- This event has passed.
CSLS Speaker Series – “Bounding Knowledge: The Role of Correctional Experts in Prison Reform Litigation”
Monday, March 11, 2024 @ 12:15 pm - 2:00 pm
Event Navigation
Featuring Keramet Reiter, Professor of Criminology and Law & Society, UC Irvine
In this paper, I analyze a corpus of dueling expert reports filed in ten separate class action cases challenging the constitutionality of solitary confinement conditions in prisons in the United States and Canada over the last ten years. Civil rights lawyers initiated the first such case, Ashker v. Governor of California, in 2013, on behalf of a class of 500 prisoners, who had been in long-term solitary confinement at Pelican Bay State Prison in northern California for ten years or more, continuously. In Ashker and subsequent cases, both academic criminologists and corrections professionals have played, through the vehicle of expert reports and testimony, surprising roles in shaping not just solitary confinement litigation, but prison reform litigation more broadly. I argue that regressive (nominally resisting reform) academic experts perpetually repackage and reinforce rehabilitative ideals, while progressive (nominally supporting reform) correctional experts play a legitimizing, but constraining, role in reform. More broadly, regressive academic experts and progressive correctional experts, together, re-shape how knowledge about prison is both produced and understood, through critiques of both research methods and ethics. This contributes to a literature on expertise conflicts in socio-legal studies, complicating narratives about expertise ecosystems developed in the policing context, and describing and analyzing a new expertise ecosystem in prison policy and litigation.
Cosponsored with the Institute for the Study of Societal Issues
Reception: Lunch 12:15-12:45p.m. in the Kadish Library
Program: 12:45-2:00p.m. in the Philip Selznick Seminar Room
Register here for the livestream via Zoom.
Add this event to your Google Calendar.
If you require an accommodation for effective communication (ASL interpreting/CART captioning, alternative media formats, etc.) to fully participate in this event, please contact csls@law.berkeley.edu with as much advance notice as possible and at least 7-10 days in advance of the event.
Events are wheelchair accessible. For disability-related accommodations, contact the organizer of the event. Advance notice is kindly requested.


Work instructions.
Each line below has to be set down again exactly.

########

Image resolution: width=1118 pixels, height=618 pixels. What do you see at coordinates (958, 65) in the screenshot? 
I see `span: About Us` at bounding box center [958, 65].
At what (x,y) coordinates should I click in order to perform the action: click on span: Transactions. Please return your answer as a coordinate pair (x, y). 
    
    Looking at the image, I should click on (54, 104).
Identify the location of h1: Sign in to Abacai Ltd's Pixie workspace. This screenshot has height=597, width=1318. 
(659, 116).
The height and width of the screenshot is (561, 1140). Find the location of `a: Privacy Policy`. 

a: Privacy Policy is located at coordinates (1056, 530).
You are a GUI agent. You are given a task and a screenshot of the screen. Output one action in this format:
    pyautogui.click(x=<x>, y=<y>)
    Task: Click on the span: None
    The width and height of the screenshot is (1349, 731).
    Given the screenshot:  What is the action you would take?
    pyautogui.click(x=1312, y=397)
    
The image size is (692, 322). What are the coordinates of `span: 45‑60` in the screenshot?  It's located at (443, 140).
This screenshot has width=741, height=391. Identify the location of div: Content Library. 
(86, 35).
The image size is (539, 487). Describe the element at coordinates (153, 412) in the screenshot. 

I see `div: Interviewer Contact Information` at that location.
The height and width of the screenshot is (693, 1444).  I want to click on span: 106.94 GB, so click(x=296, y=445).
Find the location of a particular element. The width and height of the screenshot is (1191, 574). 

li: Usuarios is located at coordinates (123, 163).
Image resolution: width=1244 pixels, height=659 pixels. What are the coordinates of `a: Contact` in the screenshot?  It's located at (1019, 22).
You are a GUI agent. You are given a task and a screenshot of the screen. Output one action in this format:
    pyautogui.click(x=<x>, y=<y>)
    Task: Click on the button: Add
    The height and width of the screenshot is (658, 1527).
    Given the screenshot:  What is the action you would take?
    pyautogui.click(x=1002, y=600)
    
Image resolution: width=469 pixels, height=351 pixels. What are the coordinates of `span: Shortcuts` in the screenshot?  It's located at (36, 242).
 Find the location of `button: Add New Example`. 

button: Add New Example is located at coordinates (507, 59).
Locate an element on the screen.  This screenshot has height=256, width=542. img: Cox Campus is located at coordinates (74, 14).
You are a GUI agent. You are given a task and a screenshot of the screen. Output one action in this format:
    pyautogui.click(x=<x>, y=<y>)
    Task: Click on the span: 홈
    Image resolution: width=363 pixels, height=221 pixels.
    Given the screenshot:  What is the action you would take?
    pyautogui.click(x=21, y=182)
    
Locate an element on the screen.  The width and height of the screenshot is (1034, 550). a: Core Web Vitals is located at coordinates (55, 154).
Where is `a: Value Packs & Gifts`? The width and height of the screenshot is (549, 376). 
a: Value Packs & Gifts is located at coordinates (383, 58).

########

Your solution.
Image resolution: width=1118 pixels, height=618 pixels. What do you see at coordinates (958, 65) in the screenshot? 
I see `span: About Us` at bounding box center [958, 65].
At what (x,y) coordinates should I click in order to perform the action: click on span: Transactions. Please return your answer as a coordinate pair (x, y). 
    
    Looking at the image, I should click on (54, 104).
Identify the location of h1: Sign in to Abacai Ltd's Pixie workspace. This screenshot has height=597, width=1318. 
(659, 116).
The height and width of the screenshot is (561, 1140). Find the location of `a: Privacy Policy`. 

a: Privacy Policy is located at coordinates (1056, 530).
You are a GUI agent. You are given a task and a screenshot of the screen. Output one action in this format:
    pyautogui.click(x=<x>, y=<y>)
    Task: Click on the span: None
    The width and height of the screenshot is (1349, 731).
    Given the screenshot:  What is the action you would take?
    pyautogui.click(x=1312, y=397)
    
The image size is (692, 322). What are the coordinates of `span: 45‑60` in the screenshot?  It's located at (443, 140).
This screenshot has width=741, height=391. Identify the location of div: Content Library. 
(86, 35).
The image size is (539, 487). Describe the element at coordinates (153, 412) in the screenshot. 

I see `div: Interviewer Contact Information` at that location.
The height and width of the screenshot is (693, 1444).  I want to click on span: 106.94 GB, so click(x=296, y=445).
Find the location of a particular element. The width and height of the screenshot is (1191, 574). 

li: Usuarios is located at coordinates (123, 163).
Image resolution: width=1244 pixels, height=659 pixels. What are the coordinates of `a: Contact` in the screenshot?  It's located at (1019, 22).
You are a GUI agent. You are given a task and a screenshot of the screen. Output one action in this format:
    pyautogui.click(x=<x>, y=<y>)
    Task: Click on the button: Add
    The height and width of the screenshot is (658, 1527).
    Given the screenshot:  What is the action you would take?
    pyautogui.click(x=1002, y=600)
    
Image resolution: width=469 pixels, height=351 pixels. What are the coordinates of `span: Shortcuts` in the screenshot?  It's located at (36, 242).
 Find the location of `button: Add New Example`. 

button: Add New Example is located at coordinates (507, 59).
Locate an element on the screen.  This screenshot has height=256, width=542. img: Cox Campus is located at coordinates (74, 14).
You are a GUI agent. You are given a task and a screenshot of the screen. Output one action in this format:
    pyautogui.click(x=<x>, y=<y>)
    Task: Click on the span: 홈
    Image resolution: width=363 pixels, height=221 pixels.
    Given the screenshot:  What is the action you would take?
    pyautogui.click(x=21, y=182)
    
Locate an element on the screen.  The width and height of the screenshot is (1034, 550). a: Core Web Vitals is located at coordinates (55, 154).
Where is `a: Value Packs & Gifts`? The width and height of the screenshot is (549, 376). 
a: Value Packs & Gifts is located at coordinates (383, 58).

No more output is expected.